Ah, it feels good to be back in the saddle again. My last SGs ended over a month ago, and I haven't played a game opening since Epic 36 in August. The opening plays of a Civ 3 game are still a thrill.
Naturally the worker moved to the wheat, and the scout found more wheat. The starting tile looked good enough, and a four-turn settler farm will certainly help us climb out of this ditch.
We start with Pottery. Still planning to head for Republic as fast as possible, I set research to the minimum on Alphabet, and just pray I somehow get some tech (Warrior Code or Bronze Working) to deal with the raging barbarians.
Then this happened:
What was that about better to be lucky...?
With a second city so soon, I can push far up the growth curve while still putting together some sort of barbarian defense. Salamanca immediately switched to a granary and built that before anything else. Niagara put out one scout in addition to the starting one - it doesn't appear we have a whole lot of land to explore - and then started on a barracks. Veteran warriors will make for cheap and reliable barbarian defense even if I don't get some military technology, and I should be able to get some out before the barbarians start arriving.
Of course, this whole plan was aided by plenty of micromanagement as usual.
In this picture, the worker is about to finish his irrigation this turn, so 8 food for growth can be reached in 2 turns by Salamanca. The other wheat tile can be very helpfully shared between the two cities as needed. Without Niagara there, I would've mined the second wheat tile to hit the +5 surplus food threshold for the capital, but since Niagara can take the extra food whenever Salamanca doesn't need it, irrigation is the way to go.
The next hut gives me maps. Some may remember the last time I got maps from a hut this early...
... but the gods of fate are certainly with me this day. I also got maps from another hut. (Did Sirian put all those huts there?)
The granary completes in 3100 BC, about as early as I've ever done so.
By this time I've explored the entire continent, and determined that we're alone.
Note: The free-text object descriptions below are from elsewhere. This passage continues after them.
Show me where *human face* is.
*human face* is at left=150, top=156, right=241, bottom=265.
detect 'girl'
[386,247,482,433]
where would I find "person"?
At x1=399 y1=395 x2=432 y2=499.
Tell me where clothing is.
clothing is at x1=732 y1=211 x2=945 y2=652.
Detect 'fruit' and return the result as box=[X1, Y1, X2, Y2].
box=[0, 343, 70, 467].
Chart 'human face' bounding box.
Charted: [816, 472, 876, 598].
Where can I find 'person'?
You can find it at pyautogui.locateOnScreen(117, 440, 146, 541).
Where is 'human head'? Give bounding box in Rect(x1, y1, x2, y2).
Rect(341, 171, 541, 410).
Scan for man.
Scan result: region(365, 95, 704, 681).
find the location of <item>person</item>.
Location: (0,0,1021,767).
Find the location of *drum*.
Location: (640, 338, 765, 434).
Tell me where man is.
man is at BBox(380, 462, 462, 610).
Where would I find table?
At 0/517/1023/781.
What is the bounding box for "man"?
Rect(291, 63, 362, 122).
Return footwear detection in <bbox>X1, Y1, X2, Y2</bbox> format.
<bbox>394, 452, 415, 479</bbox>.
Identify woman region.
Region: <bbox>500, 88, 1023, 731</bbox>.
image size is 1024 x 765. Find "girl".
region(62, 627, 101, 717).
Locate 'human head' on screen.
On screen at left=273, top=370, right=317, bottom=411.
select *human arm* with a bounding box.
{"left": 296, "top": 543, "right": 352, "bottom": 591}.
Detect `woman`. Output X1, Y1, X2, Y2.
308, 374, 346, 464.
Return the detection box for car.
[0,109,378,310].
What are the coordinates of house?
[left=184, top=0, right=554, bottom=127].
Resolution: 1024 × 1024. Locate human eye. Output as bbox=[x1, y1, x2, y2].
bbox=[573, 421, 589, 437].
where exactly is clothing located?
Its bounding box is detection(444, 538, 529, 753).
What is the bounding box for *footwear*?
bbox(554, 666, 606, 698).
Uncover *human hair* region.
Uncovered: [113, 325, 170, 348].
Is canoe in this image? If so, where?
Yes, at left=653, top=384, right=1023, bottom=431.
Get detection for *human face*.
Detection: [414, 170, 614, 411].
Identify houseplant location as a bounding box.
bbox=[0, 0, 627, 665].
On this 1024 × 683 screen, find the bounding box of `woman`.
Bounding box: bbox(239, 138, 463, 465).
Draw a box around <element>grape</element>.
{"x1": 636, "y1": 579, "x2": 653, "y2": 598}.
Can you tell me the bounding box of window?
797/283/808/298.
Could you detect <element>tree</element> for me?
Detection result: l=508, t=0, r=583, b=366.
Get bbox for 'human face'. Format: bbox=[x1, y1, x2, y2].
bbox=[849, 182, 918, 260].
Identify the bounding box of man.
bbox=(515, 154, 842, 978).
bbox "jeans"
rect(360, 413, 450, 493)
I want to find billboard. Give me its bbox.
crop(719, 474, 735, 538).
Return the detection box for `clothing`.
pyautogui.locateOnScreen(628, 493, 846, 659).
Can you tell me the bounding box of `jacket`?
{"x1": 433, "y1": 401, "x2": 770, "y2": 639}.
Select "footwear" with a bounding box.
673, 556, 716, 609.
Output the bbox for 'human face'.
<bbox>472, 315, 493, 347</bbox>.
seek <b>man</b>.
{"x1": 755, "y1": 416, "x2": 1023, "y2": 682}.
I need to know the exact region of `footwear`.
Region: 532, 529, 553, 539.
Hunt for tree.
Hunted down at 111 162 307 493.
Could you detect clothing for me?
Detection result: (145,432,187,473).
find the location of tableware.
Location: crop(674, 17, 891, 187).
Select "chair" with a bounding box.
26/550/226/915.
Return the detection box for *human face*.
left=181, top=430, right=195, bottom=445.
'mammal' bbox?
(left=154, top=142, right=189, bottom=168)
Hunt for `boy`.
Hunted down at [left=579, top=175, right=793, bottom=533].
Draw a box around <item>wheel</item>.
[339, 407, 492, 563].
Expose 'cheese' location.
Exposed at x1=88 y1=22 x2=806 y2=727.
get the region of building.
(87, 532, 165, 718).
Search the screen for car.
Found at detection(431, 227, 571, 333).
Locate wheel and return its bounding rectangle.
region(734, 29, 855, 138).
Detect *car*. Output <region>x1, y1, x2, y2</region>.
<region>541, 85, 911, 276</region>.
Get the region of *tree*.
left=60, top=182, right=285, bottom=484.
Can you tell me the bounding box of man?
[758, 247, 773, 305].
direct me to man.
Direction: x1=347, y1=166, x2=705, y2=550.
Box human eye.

It's obvious that Sirian broke up the continent down there by the cattle; the map generator doesn't make water gaps like that. He probably added that grassland down south of the desert, too. You can see a border visible over the water down there, but I actually missed it while taking and saving the screenshot.
OK, not the entire continent; there was one hut I missed...
Less useful than Niagara, sure, but still quite helpful.
After the granary, Salamanca built a worker, then a settler. No military would come from this city until the middle ages, thanks to Niagara Point Military Academy over there.